Hiroshima Day address 2010 (Hyde Park in Chicago)

Author: Kent Busse

I am inherently a very happy person. As a happy person, of course I understand sadness. I share the burdens of the less fortunate, and join reverently in the sober commemoration of this day.

But if I were only a negative, unhappy example, I would not persuade you to be an abolitionist like me. You do not want to follow me in negative thinking. It is only by extending hope in positive outcomes and shared happiness that I can persuade you that we must abolish nuclear weapons totally and forever.

A deceiver will argue that security is the arm of flesh: namely, superior coercive power and dominance. However, either a brief or a thorough examination leads directly to the realization that balance of terror is still terror, and that the real possibility of mutual annihilation does not make annihilation less likely.

Positive understanding teaches that lasting security lies in collaboration and cooperation. In conflict resolution and in ordinary daily enterprise, success is not established by selfish competition and dominance, but rather by the ability to work together toward shared outcomes. Beating our swords into plowshares reconstitutes them as tools of production.

I do not deny outbreaks of irrational and aggressive behavior; instead, I subject them to (a) a social contract (b) governed by reason (c) which leads to mutually agreed and implemented (d) rule of law. The essence of a society is its ability to use this cooperative mechanism to replace internal and external isolation, ignorance and brute force.

Therefore today I call upon you to move beyond preoccupation with the unthinkable, into the realm of a kinder, gentler, existence. I realize that this must begin with me, and I promise you that as you adopt this thought pattern of happiness, you will create and cultivate those associations in which you can persuade those nearest you to join this chorus of expanding circles. When our hearts are pure and our persuasion is effective, it is the summing of these circles that will ultimately carry the day and result in worldwide abolition of nuclear weapons, beginning at home.

May we never take our eyes off the prize, and may our love be so pure that it will indeed bring others into our new day of shared happiness.

copyright © 2010 Kent Busse

One thought on “Hiroshima Day address 2010 (Hyde Park in Chicago)

  1. I thank Kent for sharing these uplifting thoughts. For 3 decades I lived within blocks of the site of the first man-made self-sustaining nuclear reaction — Enrico Fermi’s under-the-stadium experiment with uranium and graphite, leading to building The Bomb. Back then (1942) he telegraphed Roosevelt, “The Italian Navigator has landed.”

    Soon thereafter, the experiment was disassembled and moved to a forest preserve (Argonne) where “if something went wrong” it wouldn’t take out half the city.

    As with Columbus, massive devastation followed this discovery. We have yet to put the genie back in the bottle, or move past simply invoking the rhetoric of abolishing weapons of mass destruction made from Enrico’s discovery. The challenge is still there; the stakes are humanity itself.

    In the mid 1960s I witnessed the dedication of a huge sculpture by Henry Moore, on the very site of that first “atomic pile.” I urge people to drive by and contemplate it. (Ellis Avenue, between 56th and 57th — straight west from 57th Street Meeting.) The imagery is fittingly ambiguous: one can see an emerging bud coming up from the earth — a sign of life and hope. Or (what most of us see) one can see a skull.

    We must never take for granted the existence of nuclear weapons, or assume that The Unthinkable will never happen. Bradford Lyttle, in his “Apocalypse Equation” has shown how a probability of weapons use (intentional or accidental) approaches certainty the longer we live with these monstrosities.

    Human inventiveness gave us this threat; human determination — and the Grace of God — can move us to try to undo some of the damage and prevent its reoccurrence.

    Those of us in the only nation to have ever used the weapons in war have an especial responsibility to lead the way toward their abolition.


▸ **INSTRUCTIONS TO FOLLOW**: Which lines in the data below contain the string "Find"? Show each one.

•••

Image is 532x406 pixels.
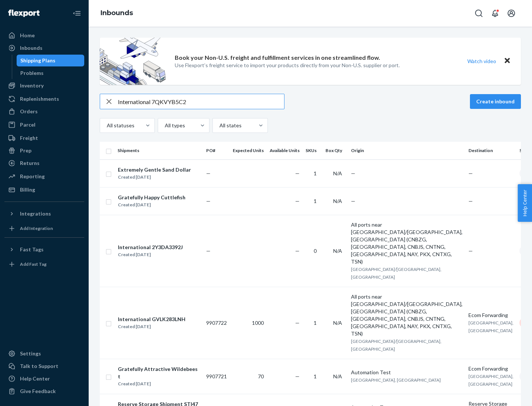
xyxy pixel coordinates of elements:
[118,251,183,259] div: Created [DATE]
[203,287,230,359] td: 9907722
[5,223,85,234] a: Add Integration
[295,248,299,254] span: —
[164,122,165,129] input: All types
[20,225,53,232] div: Add Integration
[503,56,512,67] button: Close
[20,375,50,382] div: Help Center
[118,244,183,251] div: International 2Y3DA3392J
[20,57,56,64] div: Shipping Plans
[206,170,210,177] span: —
[468,198,473,204] span: —
[5,119,85,131] a: Parcel
[20,173,45,180] div: Reporting
[333,373,342,380] span: N/A
[20,147,31,155] div: Prep
[468,320,514,333] span: [GEOGRAPHIC_DATA], [GEOGRAPHIC_DATA]
[351,377,441,383] span: [GEOGRAPHIC_DATA], [GEOGRAPHIC_DATA]
[20,363,58,370] div: Talk to Support
[16,54,85,67] a: Shipping Plans
[348,142,466,160] th: Origin
[20,96,59,103] div: Replenishments
[20,186,35,194] div: Billing
[5,42,85,54] a: Inbounds
[5,373,85,385] a: Help Center
[219,122,219,129] input: All states
[20,210,51,217] div: Integrations
[303,142,322,160] th: SKUs
[463,56,501,67] button: Watch video
[20,160,39,167] div: Returns
[504,6,519,21] button: Open account menu
[118,94,284,109] input: Search inbounds by name, destination, msku...
[351,267,442,280] span: [GEOGRAPHIC_DATA]/[GEOGRAPHIC_DATA], [GEOGRAPHIC_DATA]
[16,67,85,79] a: Problems
[5,244,85,255] button: Fast Tags
[295,198,299,204] span: —
[94,3,139,24] ol: breadcrumbs
[5,259,85,270] a: Add Fast Tag
[351,339,442,352] span: [GEOGRAPHIC_DATA]/[GEOGRAPHIC_DATA], [GEOGRAPHIC_DATA]
[69,6,85,21] button: Close Navigation
[100,9,133,17] a: Inbounds
[295,170,299,177] span: —
[175,54,380,62] p: Book your Non-U.S. freight and fulfillment services in one streamlined flow.
[314,373,316,380] span: 1
[20,45,43,52] div: Inbounds
[5,29,85,41] a: Home
[106,122,107,129] input: All statuses
[468,374,514,387] span: [GEOGRAPHIC_DATA], [GEOGRAPHIC_DATA]
[20,108,38,115] div: Orders
[8,10,39,17] img: Flexport logo
[333,198,342,204] span: N/A
[118,201,185,209] div: Created [DATE]
[118,166,191,174] div: Extremely Gentle Sand Dollar
[351,170,356,177] span: —
[5,171,85,183] a: Reporting
[5,360,85,373] a: Talk to Support
[470,94,521,109] button: Create inbound
[20,246,44,253] div: Fast Tags
[351,293,463,337] div: All ports near [GEOGRAPHIC_DATA]/[GEOGRAPHIC_DATA], [GEOGRAPHIC_DATA] (CNBZG, [GEOGRAPHIC_DATA], ...
[468,170,473,177] span: —
[267,142,303,160] th: Available Units
[295,320,299,326] span: —
[203,142,230,160] th: PO#
[518,184,532,222] button: Help Center
[5,132,85,144] a: Freight
[5,145,85,157] a: Prep
[468,365,514,373] div: Ecom Forwarding
[20,261,47,267] div: Add Fast Tag
[466,142,516,160] th: Destination
[203,359,230,394] td: 9907721
[252,320,264,326] span: 1000
[118,380,200,388] div: Created [DATE]
[468,312,514,319] div: Ecom Forwarding
[5,93,85,105] a: Replenishments
[175,62,400,69] p: Use Flexport’s freight service to import your products directly from your Non-U.S. supplier or port.
[333,170,342,177] span: N/A
[206,248,210,254] span: —
[20,134,38,142] div: Freight
[258,373,264,380] span: 70
[322,142,348,160] th: Box Qty
[295,373,299,380] span: —
[20,32,35,39] div: Home
[5,105,85,117] a: Orders
[351,221,463,266] div: All ports near [GEOGRAPHIC_DATA]/[GEOGRAPHIC_DATA], [GEOGRAPHIC_DATA] (CNBZG, [GEOGRAPHIC_DATA], ...
[314,198,316,204] span: 1
[333,320,342,326] span: N/A
[472,6,486,21] button: Open Search Box
[20,82,44,89] div: Inventory
[20,388,56,395] div: Give Feedback
[487,6,503,21] button: Open notifications
[5,80,85,92] a: Inventory
[5,208,85,220] button: Integrations
[20,350,41,358] div: Settings
[118,323,185,331] div: Created [DATE]
[115,142,203,160] th: Shipments
[20,69,44,77] div: Problems
[351,198,356,204] span: —
[230,142,267,160] th: Expected Units
[314,320,316,326] span: 1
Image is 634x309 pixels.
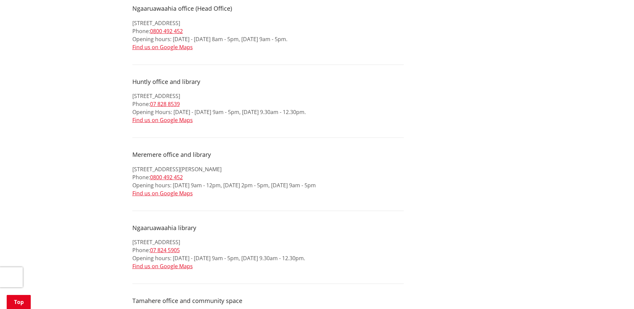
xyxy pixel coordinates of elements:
a: 07 828 8539 [150,100,180,108]
p: [STREET_ADDRESS] Phone: Opening hours: [DATE] - [DATE] 9am - 5pm, [DATE] 9.30am - 12.30pm. [132,238,403,270]
a: 0800 492 452 [150,173,183,181]
a: Top [7,295,31,309]
p: [STREET_ADDRESS][PERSON_NAME] Phone: Opening hours: [DATE] 9am - 12pm, [DATE] 2pm - 5pm, [DATE] 9... [132,165,403,197]
a: Find us on Google Maps [132,262,193,270]
h4: Tamahere office and community space [132,297,403,304]
h4: Huntly office and library [132,78,403,86]
a: Find us on Google Maps [132,189,193,197]
iframe: Messenger Launcher [603,281,627,305]
a: Find us on Google Maps [132,43,193,51]
p: [STREET_ADDRESS] Phone: Opening hours: [DATE] - [DATE] 8am - 5pm, [DATE] 9am - 5pm. [132,19,403,51]
h4: Ngaaruawaahia office (Head Office) [132,5,403,12]
a: 0800 492 452 [150,27,183,35]
h4: Meremere office and library [132,151,403,158]
p: [STREET_ADDRESS] Phone: Opening Hours: [DATE] - [DATE] 9am - 5pm, [DATE] 9.30am - 12.30pm. [132,92,403,124]
h4: Ngaaruawaahia library [132,224,403,231]
a: Find us on Google Maps [132,116,193,124]
a: 07 824 5905 [150,246,180,254]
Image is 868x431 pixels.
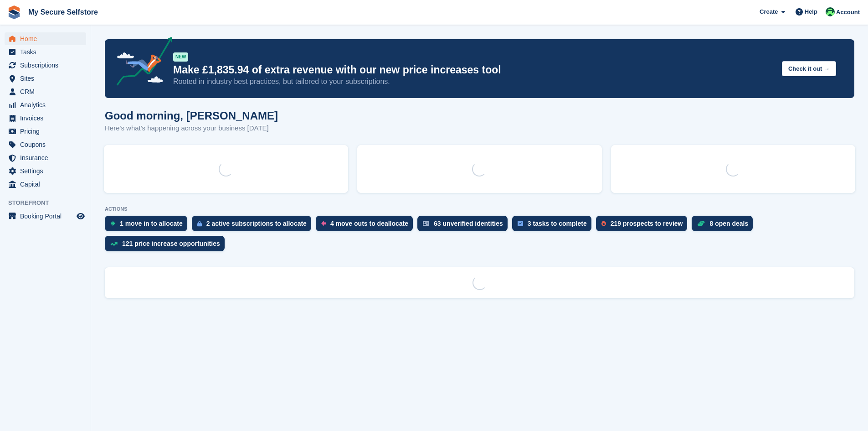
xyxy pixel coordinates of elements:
a: menu [5,210,86,222]
a: menu [5,125,86,138]
img: price_increase_opportunities-93ffe204e8149a01c8c9dc8f82e8f89637d9d84a8eef4429ea346261dce0b2c0.svg [110,242,117,246]
a: menu [5,178,86,191]
a: 63 unverified identities [418,216,512,236]
span: Invoices [20,112,75,125]
img: price-adjustments-announcement-icon-8257ccfd72463d97f412b2fc003d46551f7dbcb40ab6d574587a9cd5c0d94... [109,37,173,89]
div: 63 unverified identities [433,220,503,227]
img: move_ins_to_allocate_icon-fdf77a2bb77ea45bf5b3d319d69a93e2d87916cf1d5bf7949dd705db3b84f3ca.svg [110,220,115,226]
a: menu [5,112,86,125]
div: NEW [173,52,188,61]
a: menu [5,151,86,164]
img: prospect-51fa495bee0391a8d652442698ab0144808aea92771e9ea1ae160a38d050c398.svg [602,220,605,226]
a: menu [5,164,86,178]
div: 121 price increase opportunities [122,240,220,247]
span: Account [836,8,859,17]
span: CRM [20,85,75,98]
a: menu [5,72,86,84]
img: active_subscription_to_allocate_icon-d502201f5373d7db506a760aba3b589e785aa758c864c3986d89f69b8ff3... [197,220,202,226]
span: Sites [20,72,75,84]
div: 8 open deals [709,220,748,227]
a: 121 price increase opportunities [105,236,229,255]
a: menu [5,85,86,98]
span: Settings [20,164,75,178]
a: 219 prospects to review [596,216,692,236]
div: 2 active subscriptions to allocate [206,220,307,227]
div: 4 move outs to deallocate [330,220,408,227]
h1: Good morning, [PERSON_NAME] [105,110,278,121]
span: Pricing [20,125,75,138]
a: menu [5,98,86,111]
img: verify_identity-adf6edd0f0f0b5bbfe63781bf79b02c33cf7c696d77639b501bdc392416b5a36.svg [423,220,429,226]
div: 3 tasks to complete [528,220,586,227]
a: 1 move in to allocate [105,216,192,236]
span: Home [20,32,75,45]
span: Storefront [8,198,90,207]
img: deal-1b604bf984904fb50ccaf53a9ad4b4a5d6e5aea283cecdc64d6e3604feb123c2.svg [697,220,704,226]
a: menu [5,32,86,45]
span: Help [805,7,817,17]
a: My Secure Selfstore [24,5,102,20]
a: Preview store [75,211,86,222]
a: menu [5,59,86,71]
span: Subscriptions [20,59,75,71]
a: 4 move outs to deallocate [316,216,418,236]
img: task-75834270c22a3079a89374b754ae025e5fb1db73e45f91037f5363f120a921f8.svg [517,220,523,226]
img: Vickie Wedge [825,7,834,17]
img: stora-icon-8386f47178a22dfd0bd8f6a31ec36ba5ce8667c1dd55bd0f319d3a0aa187defe.svg [7,5,21,19]
a: 8 open deals [691,216,757,236]
div: 1 move in to allocate [120,220,183,227]
a: 2 active subscriptions to allocate [192,216,316,236]
span: Create [759,7,778,17]
span: Tasks [20,46,75,58]
a: menu [5,138,86,151]
p: Rooted in industry best practices, but tailored to your subscriptions. [173,77,774,86]
p: Make £1,835.94 of extra revenue with our new price increases tool [173,63,774,77]
span: Capital [20,178,75,191]
p: ACTIONS [105,206,854,212]
span: Analytics [20,98,75,111]
p: Here's what's happening across your business [DATE] [105,123,278,133]
span: Insurance [20,151,75,164]
img: move_outs_to_deallocate_icon-f764333ba52eb49d3ac5e1228854f67142a1ed5810a6f6cc68b1a99e826820c5.svg [321,220,326,226]
a: 3 tasks to complete [512,216,596,236]
div: 219 prospects to review [610,220,683,227]
span: Booking Portal [20,210,75,222]
button: Check it out → [782,61,836,76]
span: Coupons [20,138,75,151]
a: menu [5,46,86,58]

•••

▸ **EXERCISE OUTPUT**:
a: Find us on Google Maps [132,262,193,270]
a: Find us on Google Maps [132,189,193,197]
a: Find us on Google Maps [132,43,193,51]
a: Find us on Google Maps [132,116,193,124]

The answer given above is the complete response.